Merriam-Webster's Word of the Day show

Summary: Merriam-Webster's Word of the Day for January 23, 2015 is: anabasis \uh-NAB-uh-sis\ noun 1 : a going or marching up : advance; especially : a military advance 2 : a difficult and dangerous military retreat Examples: Reluctantly, the general ordered a hasty anabasis in the face of overwhelming opposing forces. "This German and Austro-Hungarian withdrawal from the Balkan Peninsula in the autumn of 1918 would presage a similar German anabasis…." — R. C. Hall, Balkan Breakthrough, 2010 Did you know? The first sense of anabasis follows logically enough from its roots. In Greek, the word originally meant "inland march"; it is derived from anabainein, meaning "to go up or inland," which is formed by combining the prefix ana- ("up") and bainein ("to go"). The second and opposite sense, however, comes from an anabasis gone wrong. In 401 B.C., Greek mercenaries fighting for Cyrus the Younger marched into the Persian Empire only to find themselves cut off hundreds of miles from home. As a result, they were forced to undertake an arduous and embattled retreat across unknown territories. Xenophon, a Greek historian who accompanied the mercenaries on the march, wrote the epic narrative Anabasis about this experience, and consequently anabasis came to mean a dramatic retreat as well as an advance.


ASSIGNMENT: Write out exactly the line containing "Identify the location of a: الأقسام." along with each line that follows it in the records below, and no others.
::: RECORDS SUPPLIED
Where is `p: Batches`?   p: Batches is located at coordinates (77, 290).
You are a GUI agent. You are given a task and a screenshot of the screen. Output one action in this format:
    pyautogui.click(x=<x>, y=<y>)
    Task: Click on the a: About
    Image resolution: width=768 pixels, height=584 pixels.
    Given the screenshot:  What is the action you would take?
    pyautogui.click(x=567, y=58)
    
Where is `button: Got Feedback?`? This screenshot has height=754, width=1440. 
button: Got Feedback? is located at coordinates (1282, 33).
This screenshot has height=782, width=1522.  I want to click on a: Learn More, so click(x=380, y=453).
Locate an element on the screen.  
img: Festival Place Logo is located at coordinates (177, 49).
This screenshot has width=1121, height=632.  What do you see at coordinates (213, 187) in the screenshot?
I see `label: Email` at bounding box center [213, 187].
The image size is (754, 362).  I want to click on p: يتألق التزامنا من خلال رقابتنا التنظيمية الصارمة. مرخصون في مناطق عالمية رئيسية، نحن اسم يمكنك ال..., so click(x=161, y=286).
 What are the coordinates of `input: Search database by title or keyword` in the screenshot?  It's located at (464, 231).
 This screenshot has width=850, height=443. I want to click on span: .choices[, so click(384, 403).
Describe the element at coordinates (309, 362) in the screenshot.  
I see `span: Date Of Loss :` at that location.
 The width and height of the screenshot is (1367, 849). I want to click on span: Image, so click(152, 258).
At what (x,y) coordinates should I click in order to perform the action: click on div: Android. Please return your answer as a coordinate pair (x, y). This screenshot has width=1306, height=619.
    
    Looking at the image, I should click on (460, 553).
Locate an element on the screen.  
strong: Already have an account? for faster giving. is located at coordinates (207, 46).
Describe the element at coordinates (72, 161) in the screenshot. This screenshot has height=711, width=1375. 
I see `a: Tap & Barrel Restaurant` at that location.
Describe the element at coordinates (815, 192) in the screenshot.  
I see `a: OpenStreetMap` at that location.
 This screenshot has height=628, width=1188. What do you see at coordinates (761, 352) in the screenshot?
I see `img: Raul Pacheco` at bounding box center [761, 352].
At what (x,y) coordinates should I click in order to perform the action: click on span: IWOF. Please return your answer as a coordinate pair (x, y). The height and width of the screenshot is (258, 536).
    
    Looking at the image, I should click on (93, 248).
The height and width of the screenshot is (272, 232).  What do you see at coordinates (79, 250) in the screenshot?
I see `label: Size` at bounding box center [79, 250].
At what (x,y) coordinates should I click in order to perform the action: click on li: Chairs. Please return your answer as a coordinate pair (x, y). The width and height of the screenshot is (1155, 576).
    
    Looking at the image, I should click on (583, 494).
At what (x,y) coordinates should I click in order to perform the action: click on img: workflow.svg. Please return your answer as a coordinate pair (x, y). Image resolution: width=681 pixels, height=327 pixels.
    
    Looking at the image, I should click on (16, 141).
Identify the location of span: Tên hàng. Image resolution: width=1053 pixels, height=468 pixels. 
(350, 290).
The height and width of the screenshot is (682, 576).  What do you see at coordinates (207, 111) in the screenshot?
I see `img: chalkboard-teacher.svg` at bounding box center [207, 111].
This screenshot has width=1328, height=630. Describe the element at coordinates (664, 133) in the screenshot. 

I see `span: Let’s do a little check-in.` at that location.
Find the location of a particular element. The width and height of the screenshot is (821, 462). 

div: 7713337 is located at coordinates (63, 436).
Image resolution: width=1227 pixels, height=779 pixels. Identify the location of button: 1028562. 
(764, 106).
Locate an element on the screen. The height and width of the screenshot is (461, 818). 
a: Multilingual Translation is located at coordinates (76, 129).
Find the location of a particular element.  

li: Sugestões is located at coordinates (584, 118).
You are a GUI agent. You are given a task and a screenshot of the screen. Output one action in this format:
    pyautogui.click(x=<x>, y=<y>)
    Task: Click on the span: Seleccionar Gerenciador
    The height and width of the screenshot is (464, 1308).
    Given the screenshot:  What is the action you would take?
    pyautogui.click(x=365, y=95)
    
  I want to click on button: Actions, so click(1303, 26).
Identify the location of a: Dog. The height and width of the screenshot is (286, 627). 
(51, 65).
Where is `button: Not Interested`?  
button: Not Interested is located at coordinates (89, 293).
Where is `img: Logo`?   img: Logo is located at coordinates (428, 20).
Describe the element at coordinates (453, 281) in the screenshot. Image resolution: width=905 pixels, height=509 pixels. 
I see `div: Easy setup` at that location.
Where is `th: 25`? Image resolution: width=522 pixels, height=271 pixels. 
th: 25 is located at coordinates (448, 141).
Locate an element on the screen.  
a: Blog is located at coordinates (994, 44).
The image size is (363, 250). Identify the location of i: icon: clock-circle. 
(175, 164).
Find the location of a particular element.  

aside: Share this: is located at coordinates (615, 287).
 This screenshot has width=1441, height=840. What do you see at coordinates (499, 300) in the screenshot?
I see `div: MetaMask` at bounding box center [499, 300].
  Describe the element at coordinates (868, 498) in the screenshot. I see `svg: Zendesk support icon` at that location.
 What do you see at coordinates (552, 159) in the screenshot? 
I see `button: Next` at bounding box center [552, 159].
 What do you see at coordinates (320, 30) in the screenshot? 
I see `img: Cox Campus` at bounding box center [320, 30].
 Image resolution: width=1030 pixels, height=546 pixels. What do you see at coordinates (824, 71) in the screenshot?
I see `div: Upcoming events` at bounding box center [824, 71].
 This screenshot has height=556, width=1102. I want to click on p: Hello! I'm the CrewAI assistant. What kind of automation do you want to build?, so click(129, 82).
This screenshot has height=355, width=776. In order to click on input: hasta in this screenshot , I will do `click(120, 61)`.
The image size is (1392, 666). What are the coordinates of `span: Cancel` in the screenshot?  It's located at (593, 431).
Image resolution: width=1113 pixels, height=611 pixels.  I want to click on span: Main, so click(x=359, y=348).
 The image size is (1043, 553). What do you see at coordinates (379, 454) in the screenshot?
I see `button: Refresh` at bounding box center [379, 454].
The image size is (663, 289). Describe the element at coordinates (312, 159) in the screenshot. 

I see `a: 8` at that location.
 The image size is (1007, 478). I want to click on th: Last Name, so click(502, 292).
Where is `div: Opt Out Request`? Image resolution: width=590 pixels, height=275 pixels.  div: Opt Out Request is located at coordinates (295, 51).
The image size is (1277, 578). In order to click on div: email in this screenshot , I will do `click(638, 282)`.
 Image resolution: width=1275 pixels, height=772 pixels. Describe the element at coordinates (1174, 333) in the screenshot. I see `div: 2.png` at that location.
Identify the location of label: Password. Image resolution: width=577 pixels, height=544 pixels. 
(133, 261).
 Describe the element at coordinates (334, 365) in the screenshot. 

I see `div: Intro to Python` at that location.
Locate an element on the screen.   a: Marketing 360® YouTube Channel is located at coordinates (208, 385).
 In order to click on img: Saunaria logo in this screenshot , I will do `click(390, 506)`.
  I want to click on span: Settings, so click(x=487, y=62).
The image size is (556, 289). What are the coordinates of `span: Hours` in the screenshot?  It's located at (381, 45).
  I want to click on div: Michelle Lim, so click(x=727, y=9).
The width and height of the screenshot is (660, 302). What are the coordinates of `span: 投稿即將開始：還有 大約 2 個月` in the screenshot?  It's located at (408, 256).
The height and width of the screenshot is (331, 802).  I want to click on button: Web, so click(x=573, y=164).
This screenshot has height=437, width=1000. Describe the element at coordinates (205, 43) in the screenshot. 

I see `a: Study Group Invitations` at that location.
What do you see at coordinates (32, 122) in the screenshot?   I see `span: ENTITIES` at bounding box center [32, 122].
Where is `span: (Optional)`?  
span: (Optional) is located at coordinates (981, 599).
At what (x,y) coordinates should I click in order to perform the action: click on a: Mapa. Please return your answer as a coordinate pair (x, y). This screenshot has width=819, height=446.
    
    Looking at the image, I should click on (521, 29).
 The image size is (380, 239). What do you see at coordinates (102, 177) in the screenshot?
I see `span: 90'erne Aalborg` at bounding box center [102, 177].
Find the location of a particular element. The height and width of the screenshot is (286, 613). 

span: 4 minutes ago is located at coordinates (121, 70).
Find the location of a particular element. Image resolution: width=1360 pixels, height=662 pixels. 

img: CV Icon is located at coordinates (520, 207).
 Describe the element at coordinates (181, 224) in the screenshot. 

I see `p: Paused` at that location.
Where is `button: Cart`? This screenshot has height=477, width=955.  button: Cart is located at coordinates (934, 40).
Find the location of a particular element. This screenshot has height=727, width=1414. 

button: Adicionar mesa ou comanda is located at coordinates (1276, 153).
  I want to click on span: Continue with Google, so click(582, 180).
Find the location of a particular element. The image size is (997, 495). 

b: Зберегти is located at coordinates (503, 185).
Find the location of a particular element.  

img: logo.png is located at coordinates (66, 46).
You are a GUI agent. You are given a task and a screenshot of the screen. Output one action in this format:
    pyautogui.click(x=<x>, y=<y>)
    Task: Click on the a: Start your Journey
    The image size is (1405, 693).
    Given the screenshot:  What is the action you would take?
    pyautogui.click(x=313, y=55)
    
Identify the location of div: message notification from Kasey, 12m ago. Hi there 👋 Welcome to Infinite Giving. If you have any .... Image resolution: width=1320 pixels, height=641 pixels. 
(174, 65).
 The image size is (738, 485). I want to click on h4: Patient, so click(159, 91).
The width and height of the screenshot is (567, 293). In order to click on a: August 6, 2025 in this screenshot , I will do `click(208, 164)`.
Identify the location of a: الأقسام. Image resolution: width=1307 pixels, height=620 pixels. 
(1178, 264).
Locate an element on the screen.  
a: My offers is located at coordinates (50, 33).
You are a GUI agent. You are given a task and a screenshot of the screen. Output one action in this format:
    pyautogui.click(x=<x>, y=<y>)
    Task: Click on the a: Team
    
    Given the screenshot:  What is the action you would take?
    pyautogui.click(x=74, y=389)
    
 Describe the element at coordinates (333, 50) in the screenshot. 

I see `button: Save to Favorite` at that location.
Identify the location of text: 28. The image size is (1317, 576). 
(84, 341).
::::::
RESPONSE TO THE EXERCISE:
Identify the location of a: الأقسام. Image resolution: width=1307 pixels, height=620 pixels. 
(1178, 264).
Locate an element on the screen.  
a: My offers is located at coordinates (50, 33).
You are a GUI agent. You are given a task and a screenshot of the screen. Output one action in this format:
    pyautogui.click(x=<x>, y=<y>)
    Task: Click on the a: Team
    
    Given the screenshot:  What is the action you would take?
    pyautogui.click(x=74, y=389)
    
 Describe the element at coordinates (333, 50) in the screenshot. 

I see `button: Save to Favorite` at that location.
Identify the location of text: 28. The image size is (1317, 576). 
(84, 341).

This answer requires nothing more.